When will Khan get a grip of Wimbledon Tube chaos? Tennis chiefs to hold crisis meeting over travel madness
When will Khan get a grip of Wimbledon Tube chaos? Tennis chiefs to hold crisis meeting over travel madness

Daily Mail​

time4 hours ago

  • Daily Mail​

When will Khan get a grip of Wimbledon Tube chaos? Tennis chiefs to hold crisis meeting over travel madness

Wimbledon chiefs are set to hold crisis talks with Transport for London after chaos on the Tube affected the Championships for the second week. Thousands of fans were held up by 'severe delays' on Monday with no service on the District Line between Parsons Green and Wimbledon.
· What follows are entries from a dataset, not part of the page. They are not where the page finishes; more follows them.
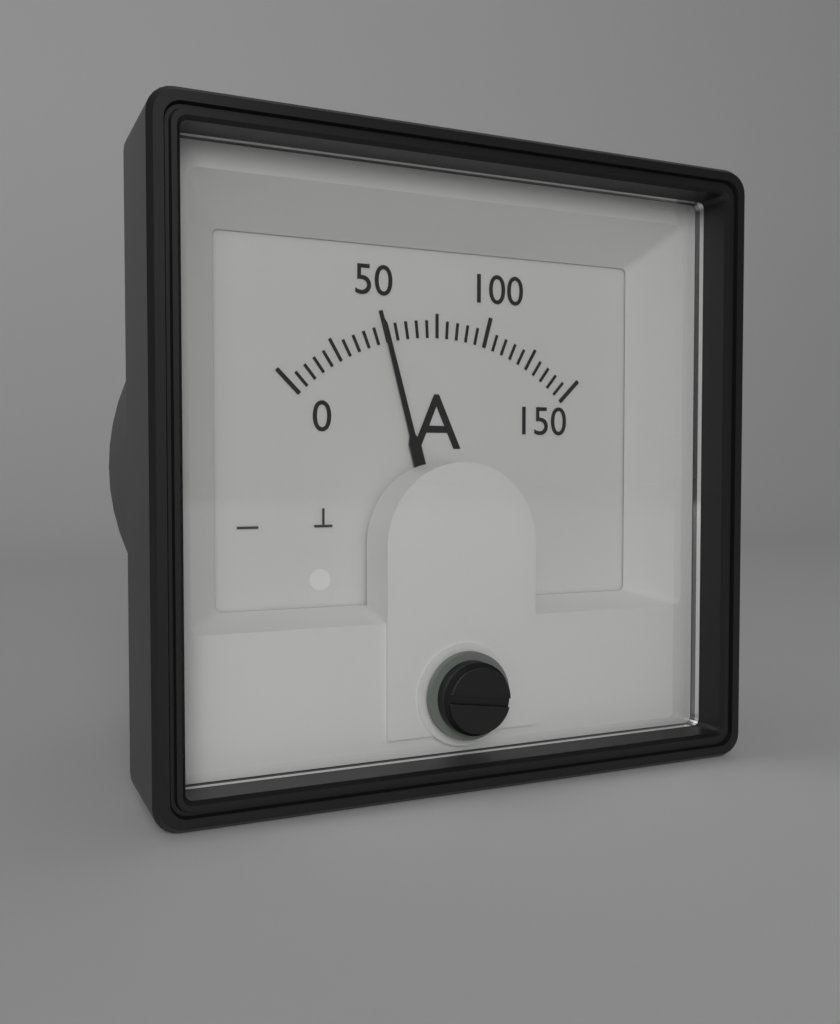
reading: 50 A
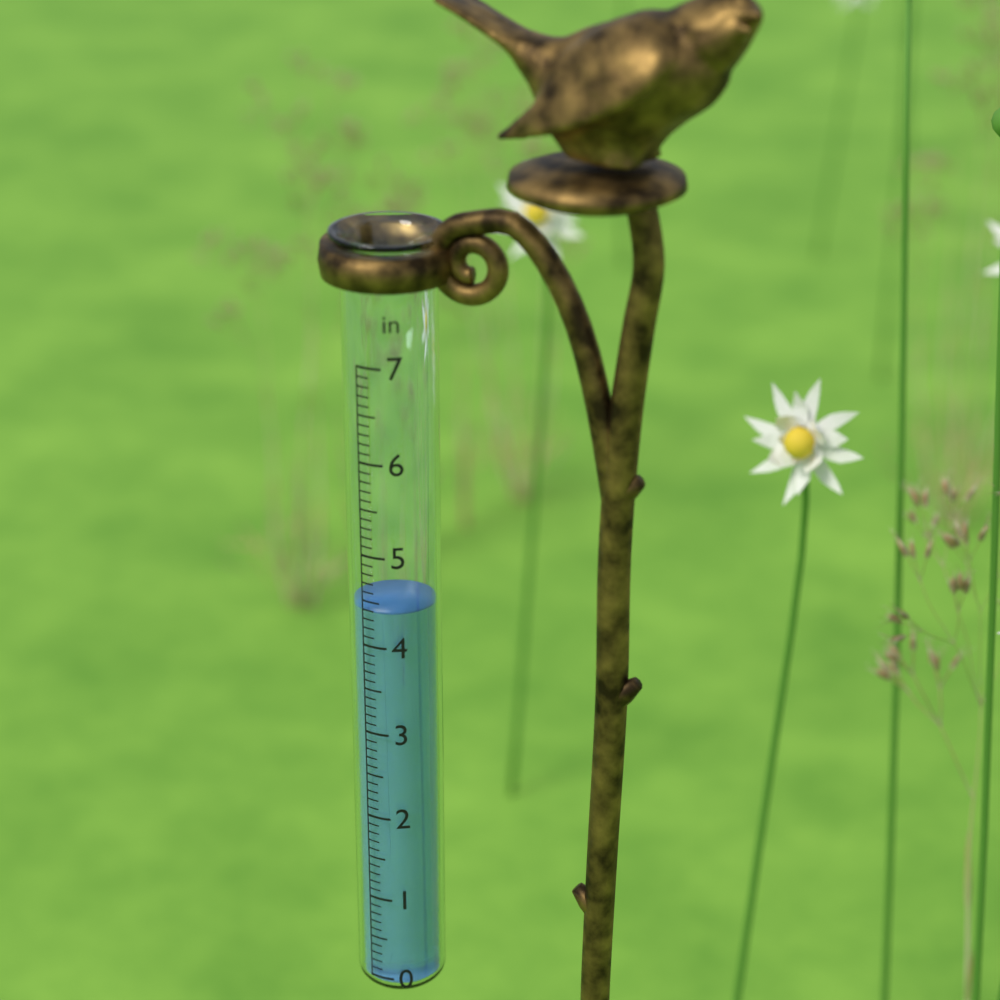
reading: 4.4 in
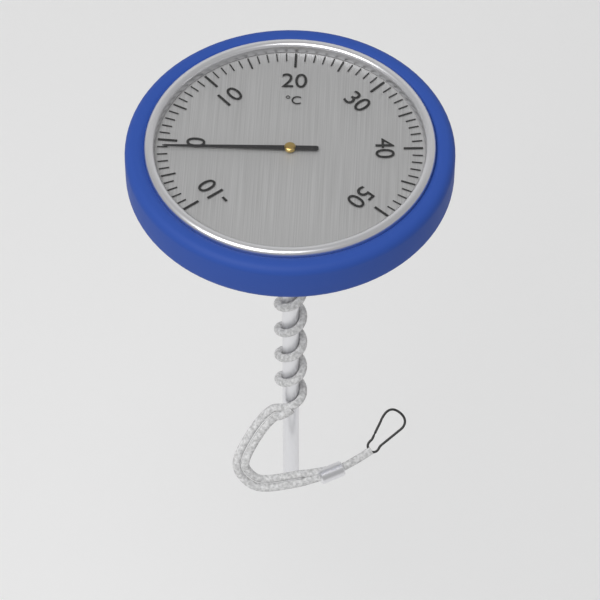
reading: -1 °C
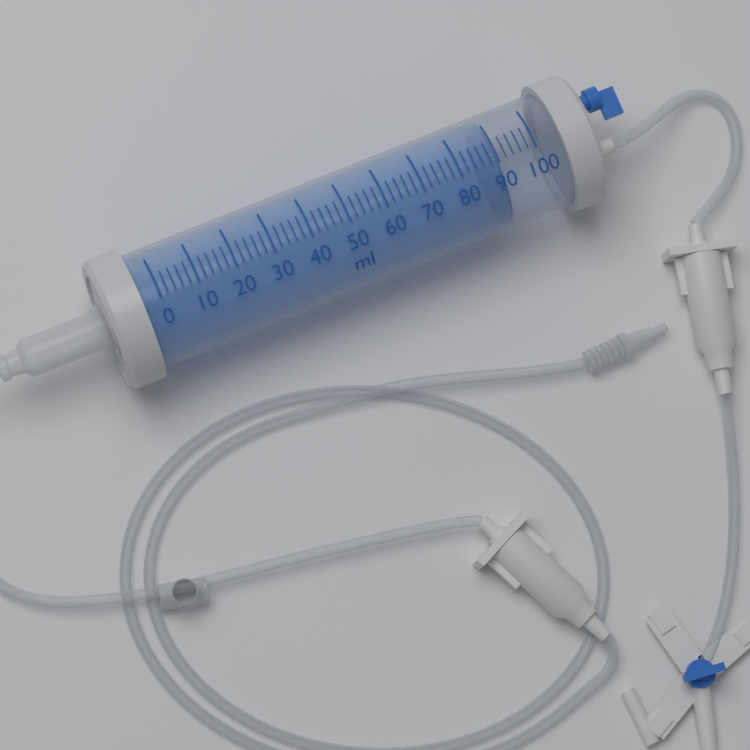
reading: 90 ml
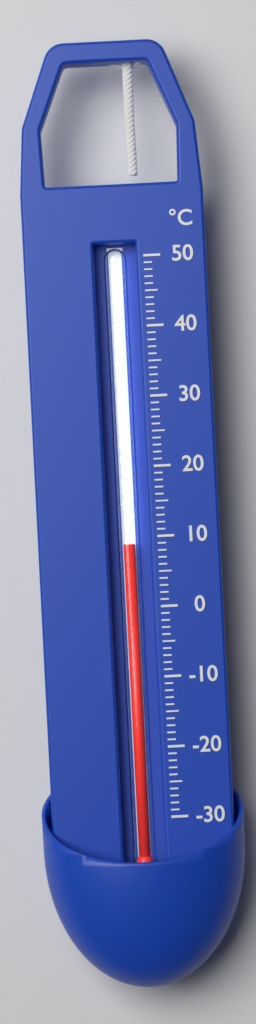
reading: 9 °C
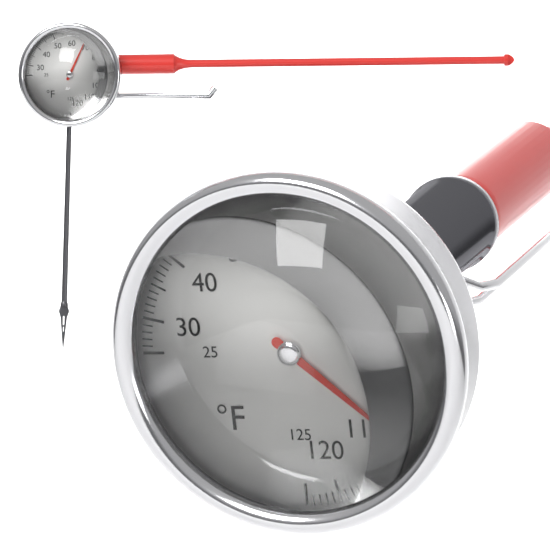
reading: 107 °F
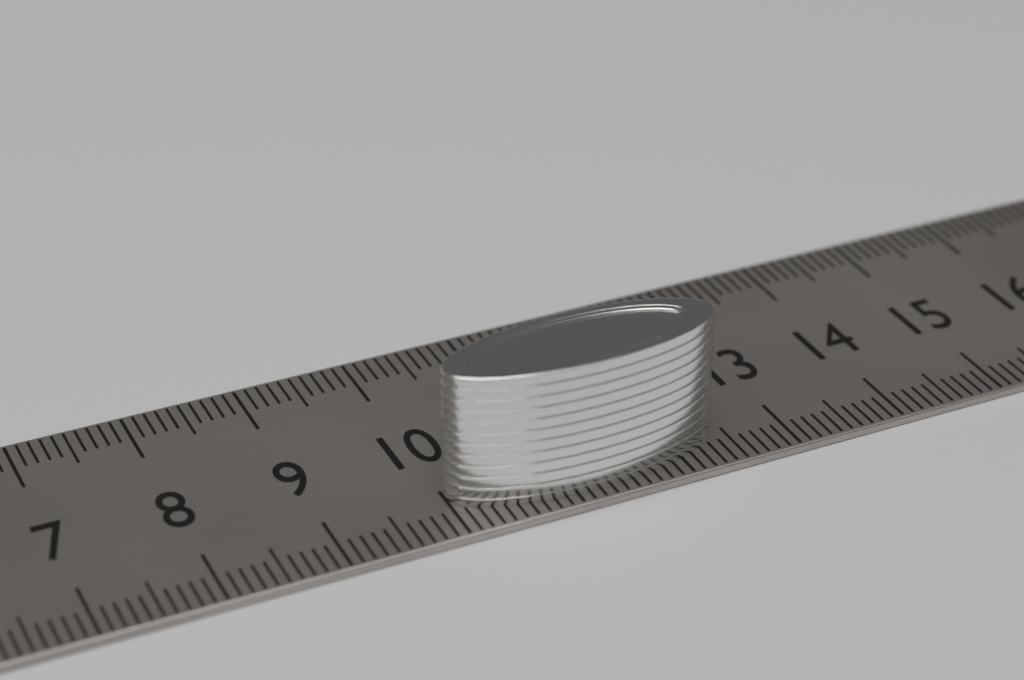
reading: 12.4 cm
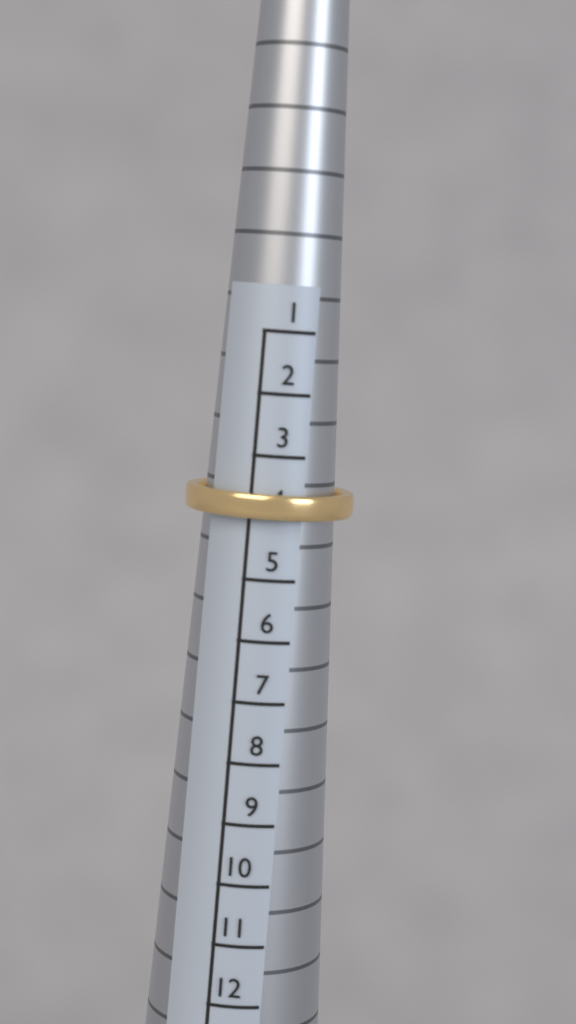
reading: 4 (no unit)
Many arrived at SW19 complaining their journeys had taken as long as three hours after being forced to catch buses, pay for taxis or even walk to SW19. 'It took me over two and a half hours, I had to get a bus from Earl's Court but it was gridlock in Putney so I just got off and walked the remaining mile,' one worker at the grounds said. It comes after a 'challenging' first week at the tournament when a fire alert and signalling failures led to travel chaos causing many fans to miss matches. The under-fire Mayor of London Sadiq Khan said he was 'extremely frustrated' by the latest disruption during the event which attracts more than 42,000 spectators every day. Paul Kohler, the Liberal Democrat MP for Wimbledon, branded last week's problems an 'international embarrassment' and called on Sir Sadiq to 'get a grip' of the chaos. 'It's appalling... This is the jewel in the crown of British sport. And we can't get the infrastructure working to get people there and back,' he added. Delays have affected tennis fans visitng Wimbledon for the second week of the tournament Sally Bolton, chief executive of the All England Lawn Tennis Club, said the club was in constant talks with TfL bosses and had called a meeting to assess the service provided. 'We have arranged to catch up with them after the championships to look at not just what happened this year but also to look ahead in terms of investment into the District Line,' she added. Susan Hall, leader of the Conservatives in City Hall, said: 'What message about London does it send to tourists here to watch the tennis that not even the trains work?' TfL apologised to 'customers affected by the disruption on the District Line' which it said was due to a 'track fault at Putney Bridge'.

DOWNLOAD THE APP

Get Started Now: Download the App

Ready to dive into a world of global content with local flavor? Download Daily8 app today from your preferred app store and start exploring.